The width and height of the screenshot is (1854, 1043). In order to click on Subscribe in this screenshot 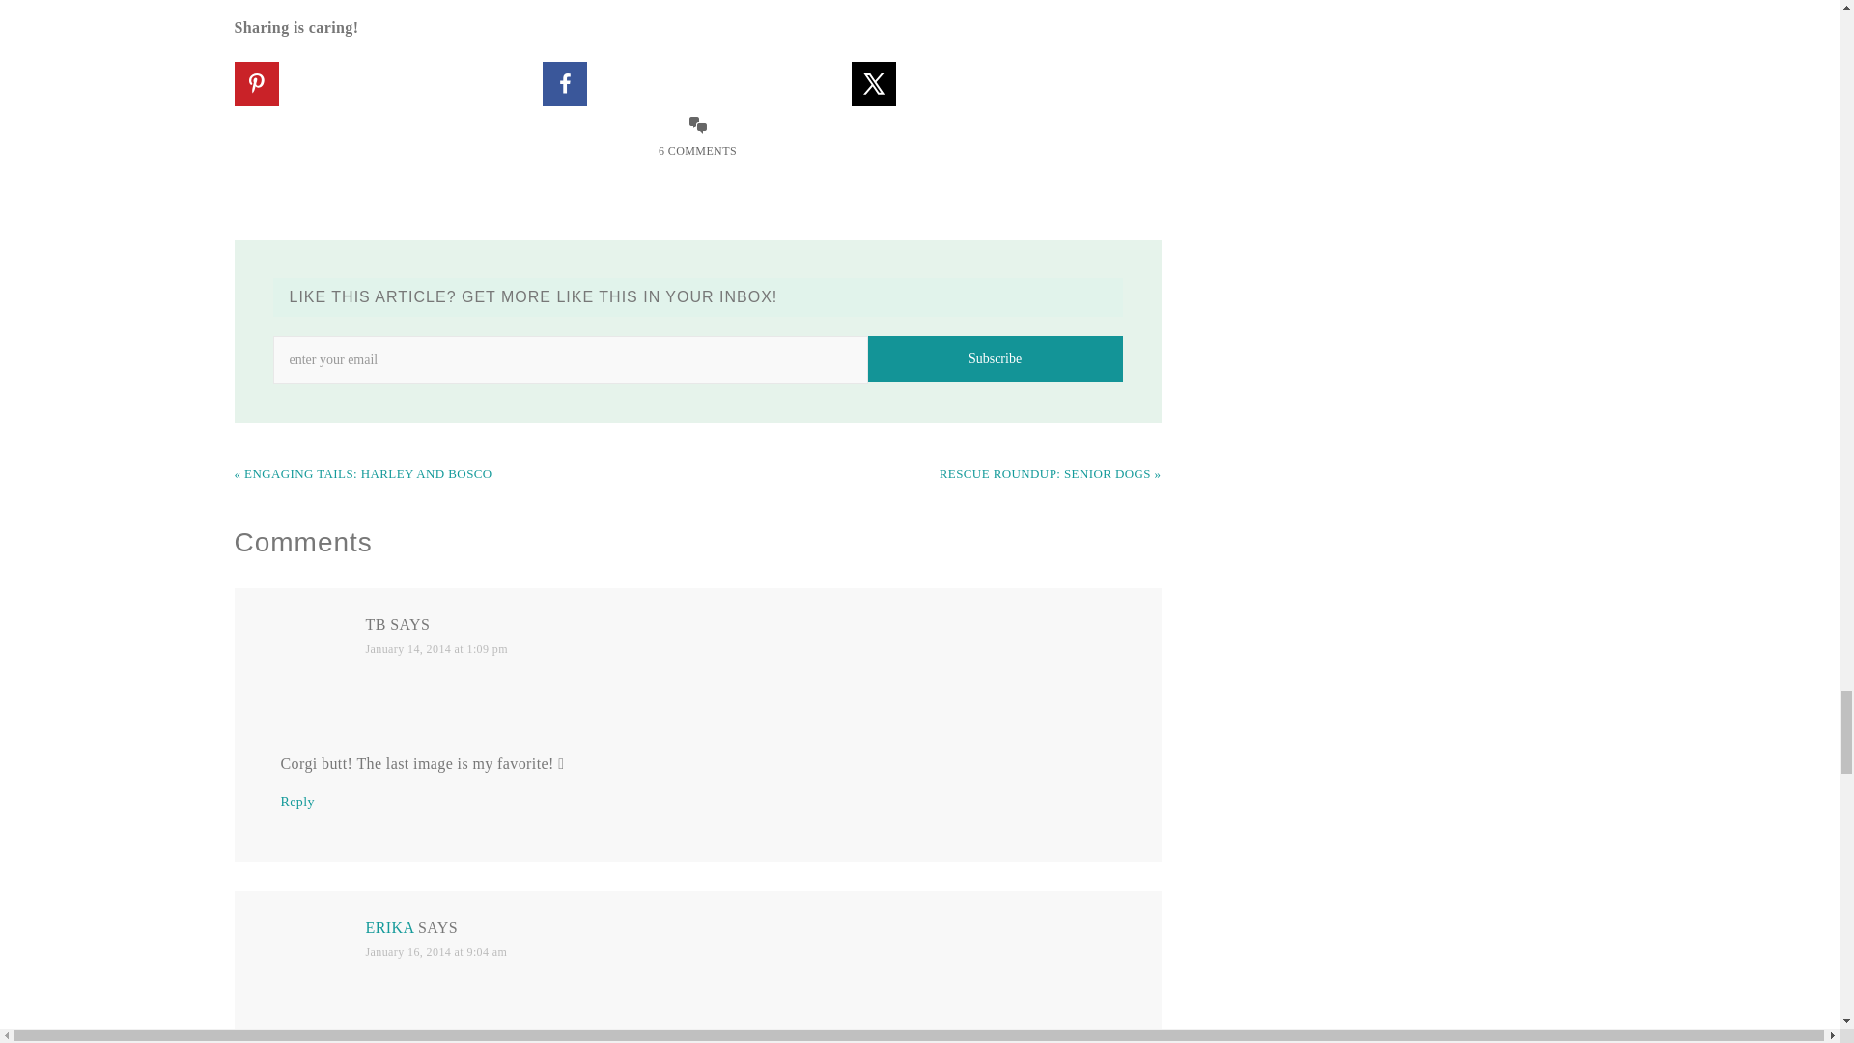, I will do `click(995, 359)`.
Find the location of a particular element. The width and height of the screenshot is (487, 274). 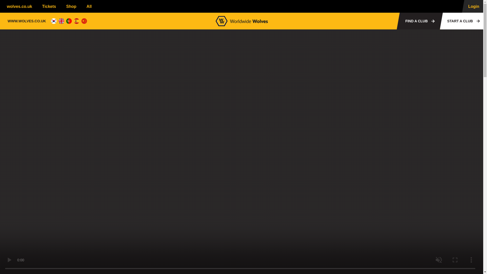

wolves.co.uk is located at coordinates (18, 6).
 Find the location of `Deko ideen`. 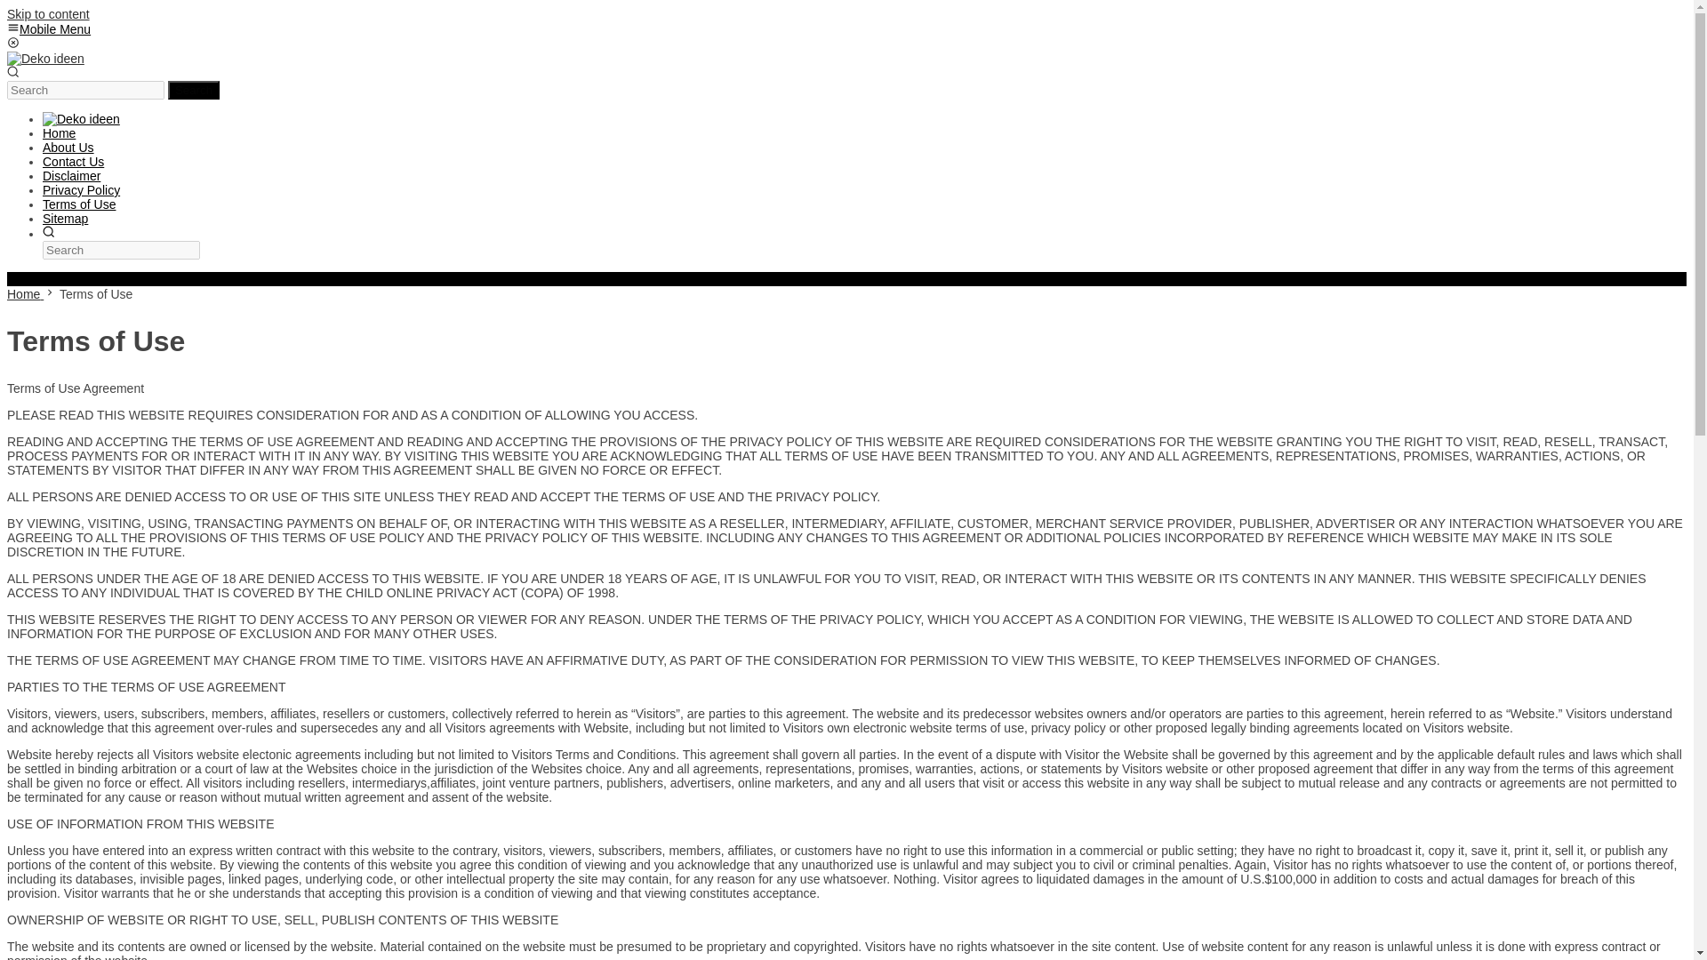

Deko ideen is located at coordinates (81, 119).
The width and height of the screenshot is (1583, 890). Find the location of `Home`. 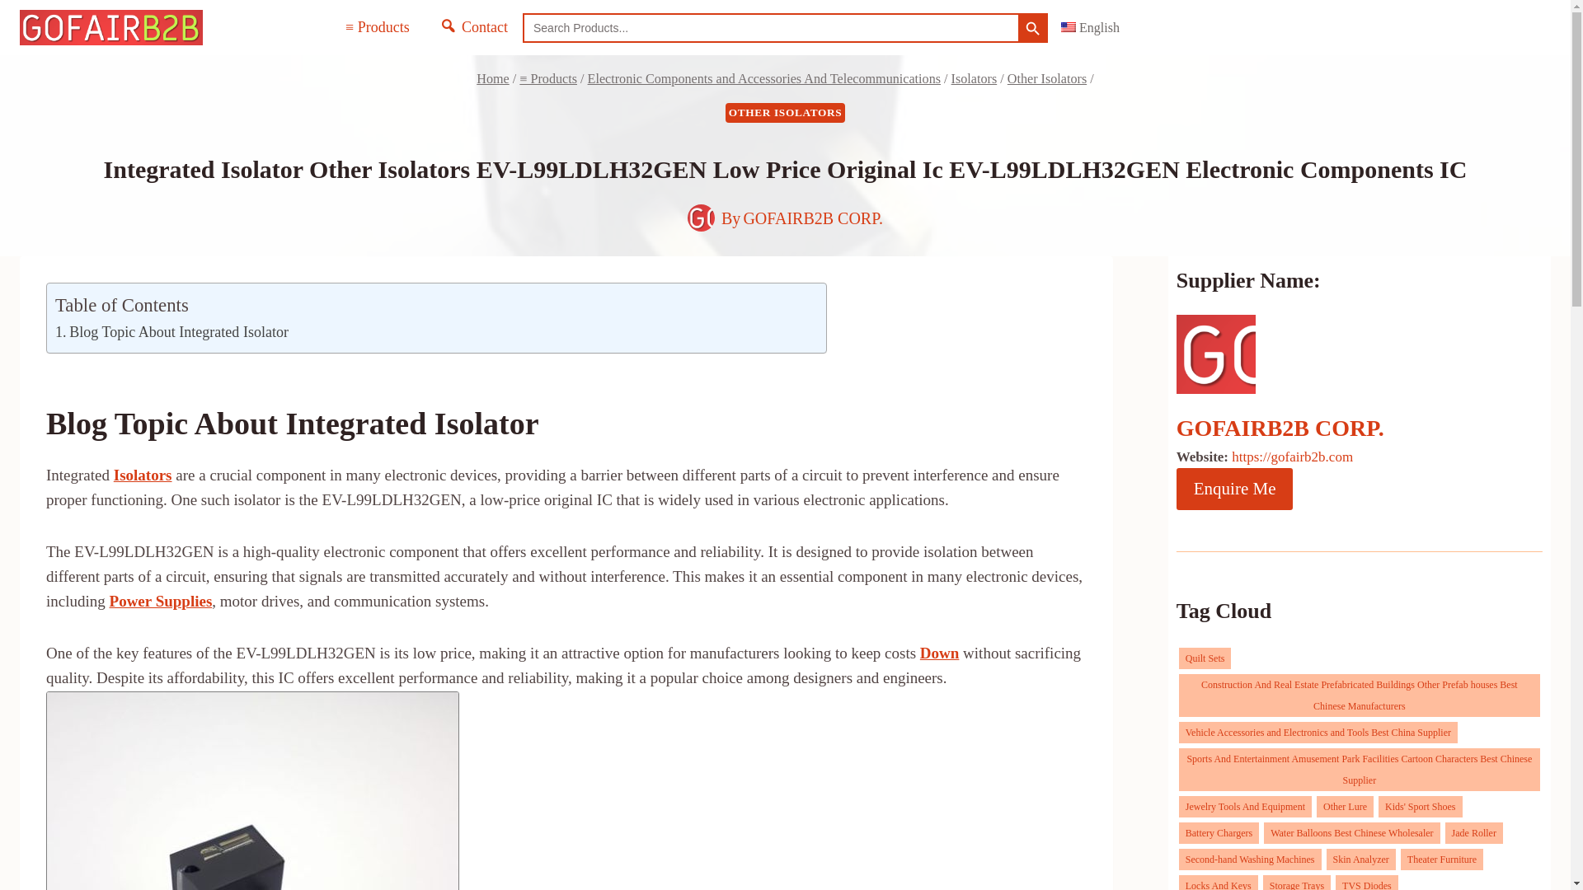

Home is located at coordinates (491, 78).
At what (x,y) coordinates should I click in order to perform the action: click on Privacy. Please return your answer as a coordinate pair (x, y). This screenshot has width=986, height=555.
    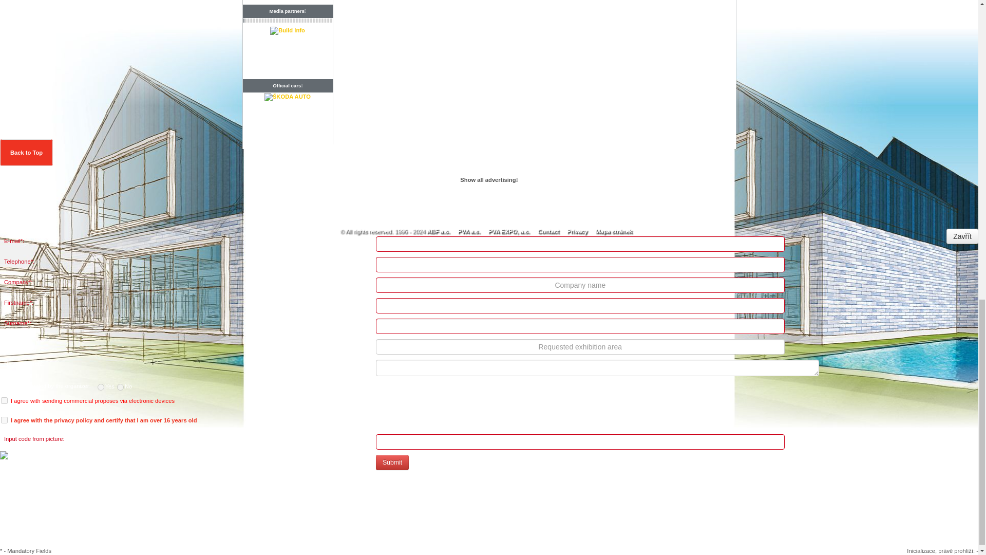
    Looking at the image, I should click on (577, 231).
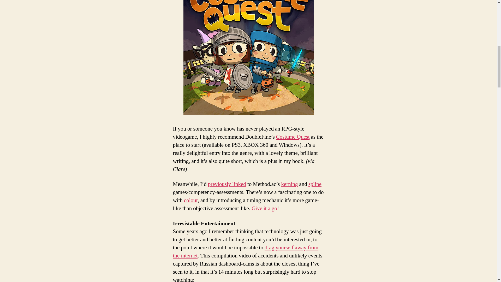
——
Work instruction
Your reply should hold only the lines from the one that contains "Find the location of a" through the last line of the records above, exact and complete, and no pictures.

Expected output
Find the location of a particular element. The width and height of the screenshot is (487, 274). 

wolves.co.uk is located at coordinates (18, 6).
 Find the location of `Deko ideen`. 

Deko ideen is located at coordinates (81, 119).
The width and height of the screenshot is (1583, 890). Find the location of `Home`. 

Home is located at coordinates (491, 78).
At what (x,y) coordinates should I click in order to perform the action: click on Privacy. Please return your answer as a coordinate pair (x, y). This screenshot has width=986, height=555.
    Looking at the image, I should click on (577, 231).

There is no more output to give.